Fertility – sperm damage – sperm count and quality
Storing mobile phones in front pockets and texting or downloading data on phones (or notebooks) held near the lap exposes the groin to radiation. The evidence that radiation from cell phones affects sperm quantity and quality in humans and animals is compelling. Many phone user manuals actually state that the device should be carried at least two centimetres away from the body.
Approximately 35% of women and 45% of men worldwide are sub-fertile. Sperm counts in men worldwide have declined by half over the past 50 years and are continuing to fall, according to a number of studies. A 2011 Finnish study concluded: “These simultaneous and rapidly occurring adverse trends suggest that the underlying causes are environmental and, as such, preventable.”

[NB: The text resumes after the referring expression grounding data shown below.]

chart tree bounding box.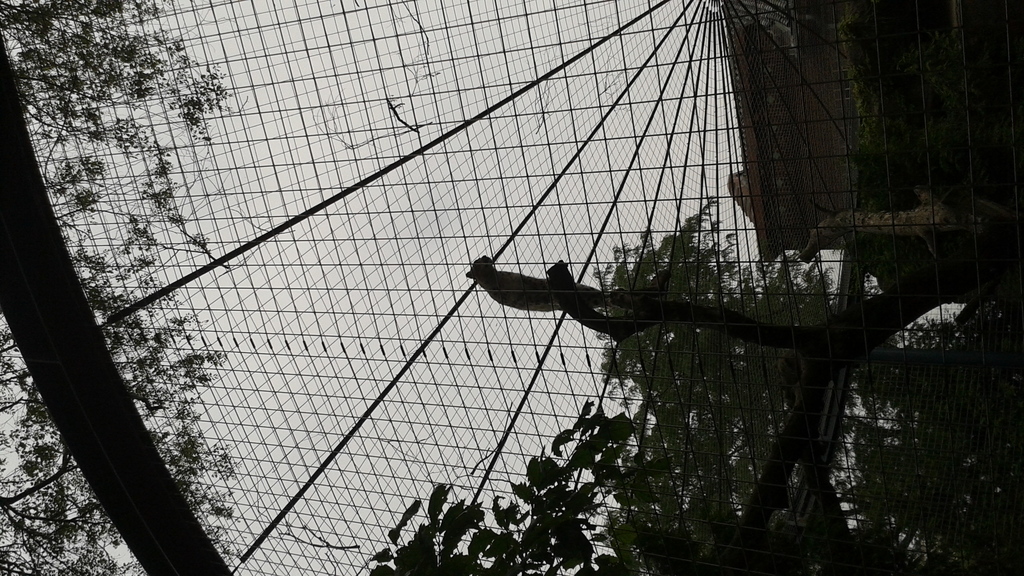
Charted: pyautogui.locateOnScreen(0, 0, 285, 575).
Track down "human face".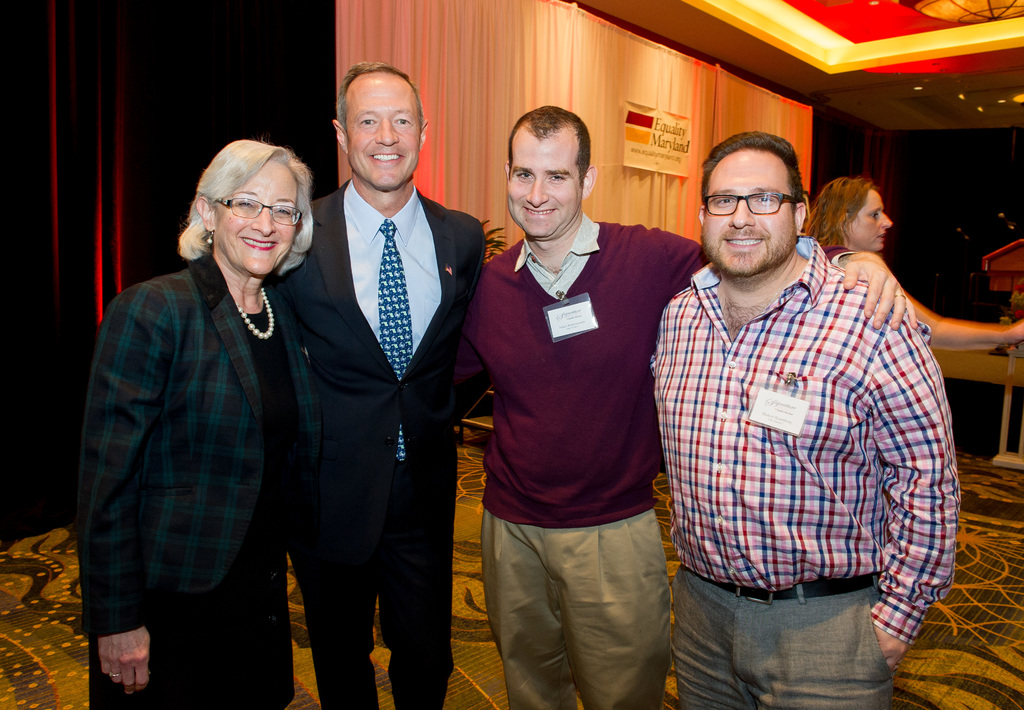
Tracked to 703:149:796:275.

A very important paper on the effects of cell phone radiation on human sperm was published by Geoffry De Iuliis and colleagues in 2009. They found that RF exposure decreases both motility and vitality of sperm while increasing DNA fragmentation. These findings have clear implications for males of reproductive age, potentially affecting both their fertility and the health and wellbeing of their offspring.
Another well known study was conducted on 361 men who attended an infertility clinic. The men were divided into four groups according to their active mobile phone use sperm count, shape, ability to move towards an egg and viability. The men with the highest cell phone use had the lowest semen quality in all these areas. Men who are exposed to their cell phones for four hours per day have about half the sperm count of non users (refer graph). Surviving semen are in poor health and less mobile.
These are two of over a dozen such sperm damage studies that demonstrate serious ill effects of short-term radiation exposure on fertility. While these effects usually only last for a few days no work has been done on whether chronic long-term exposure may cause permanent effects on male fertility.